The two hour documentary covers, in detail, the plights of more than a dozen soldiers who have returned either physically or psychologically wounded, including hard-to-measure effects of post traumatic stress disorder. ‘Nobody is surprised that war creates amputees, homelessness, drug and alcohol abuse, divorce, but very few people are aware of the enormous rates of these issues,’ said Valentine. ‘And almost no one is aware of the psychological issues that nearly 100% of combat soldiers suffer with, namely Post Traumatic Stress Disorder or PTSD.’ Many of the films on the war in Iraq and Afghanistan take sides on whether we should have gone there, whether we should still be there and when we should leave. Who Will Stand covers none of these issues, focusing instead on the plight of returning disabled American veterans.”

(via Alternative Approaches. See also: “Soldier in Famous Photo Never Defeated ‘Demons'” via MSNBC)

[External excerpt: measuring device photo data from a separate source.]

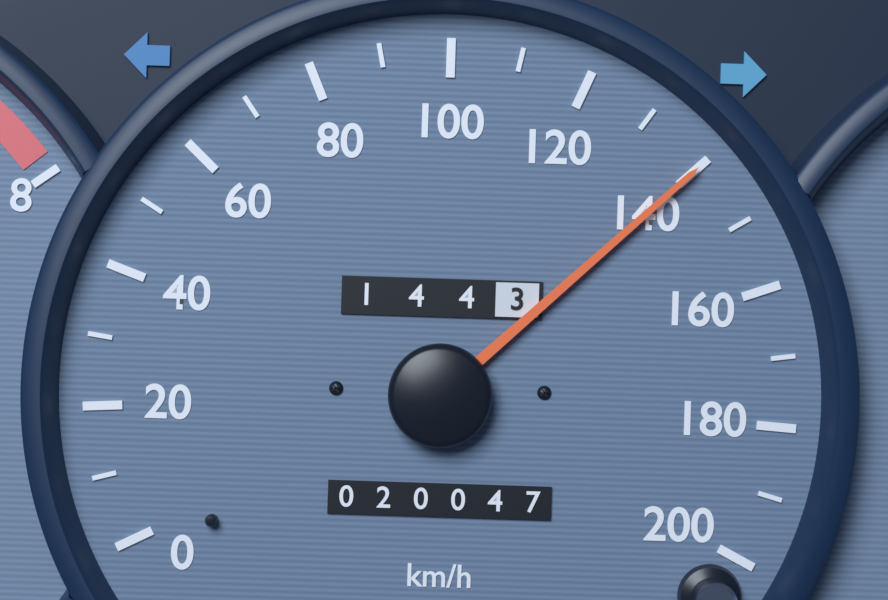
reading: 140 km/h
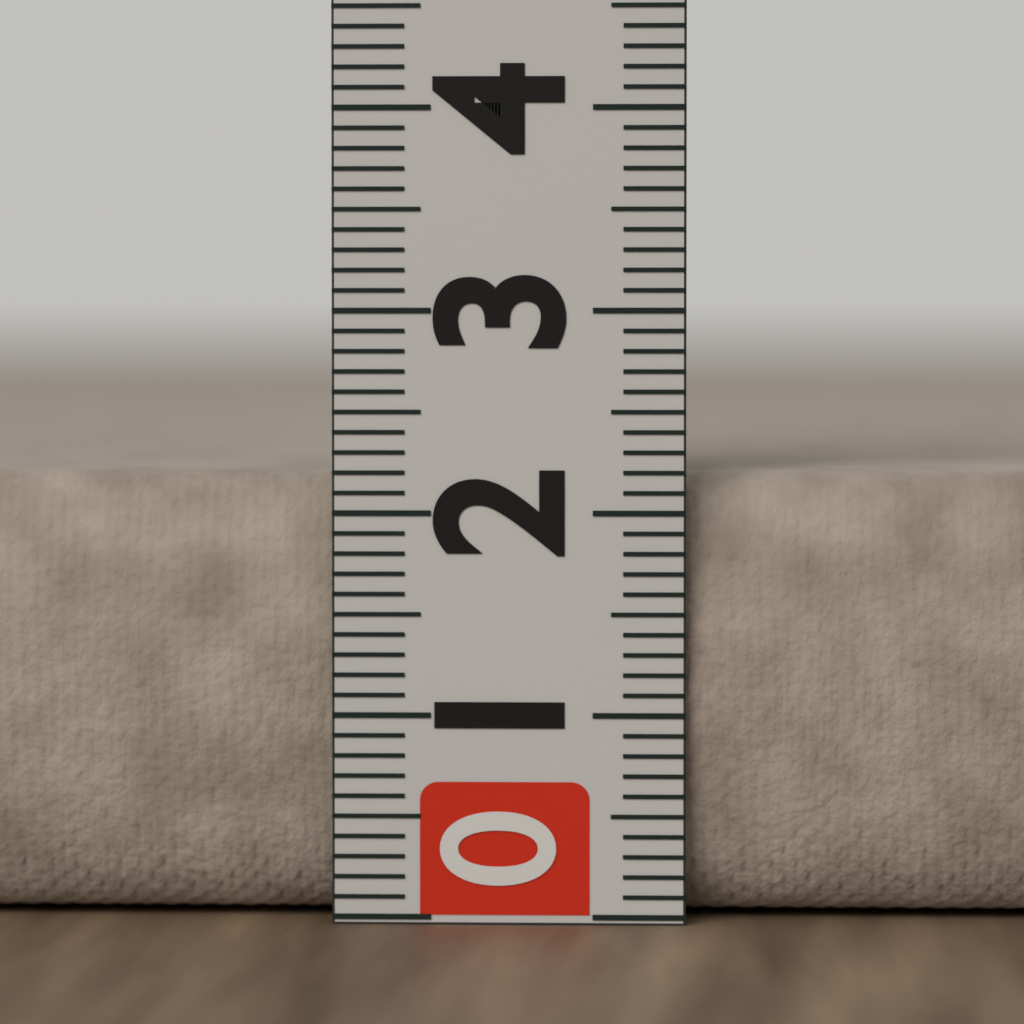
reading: 2.2 (no unit)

(“Who Will Stand” trailer)

Heavy Metal Monk in Second Album

“At first glance, Cesare Bonizzi looks like the archetypal Capuchin monk – round-faced, stout, with twinkling eyes and a long flowing white beard. But beneath his robes beats a heart of metal. Brother Cesare is the lead singer in a heavy metal band which has just released its second album. A former missionary in the Ivory Coast, he lives in a small friary in the Milan hinterland.

The 62-year-old monk’s love affair with heavy metal began when he attended a Metallica concert some 15 years ago. “I was overwhelmed and amazed by the sheer energy of it” he says. Hard rock and heavy metal have, over the years, been criticised as the work of the devil. It’s a claim which Brother Cesare, also known as Brother Metal, says is nonsense. He started playing and recording cassettes, firstly with “lighter” metal music, but gradually he realised that what really moved him was the hard core.”

(via BBC News)

Consciousness, Qualia, Power and Self

Intergral Praxis has an interesting post up with videos from Dr. V.S. Ramachandran, Director of the Center for Brain and Cognition at UCSD, who discusses consciousness, qualia, and self. An interview with David Chalmers discussing his theory of consciousness, the hard problem, and the explanatory gap, and part two of a BBC documentary called “The Century of Self”. This part is called ‘Engineering Consent’, and tells the tale of how power elites used psychoanalytic theories to try and control human populations in an age of mass democracy and global capitalism.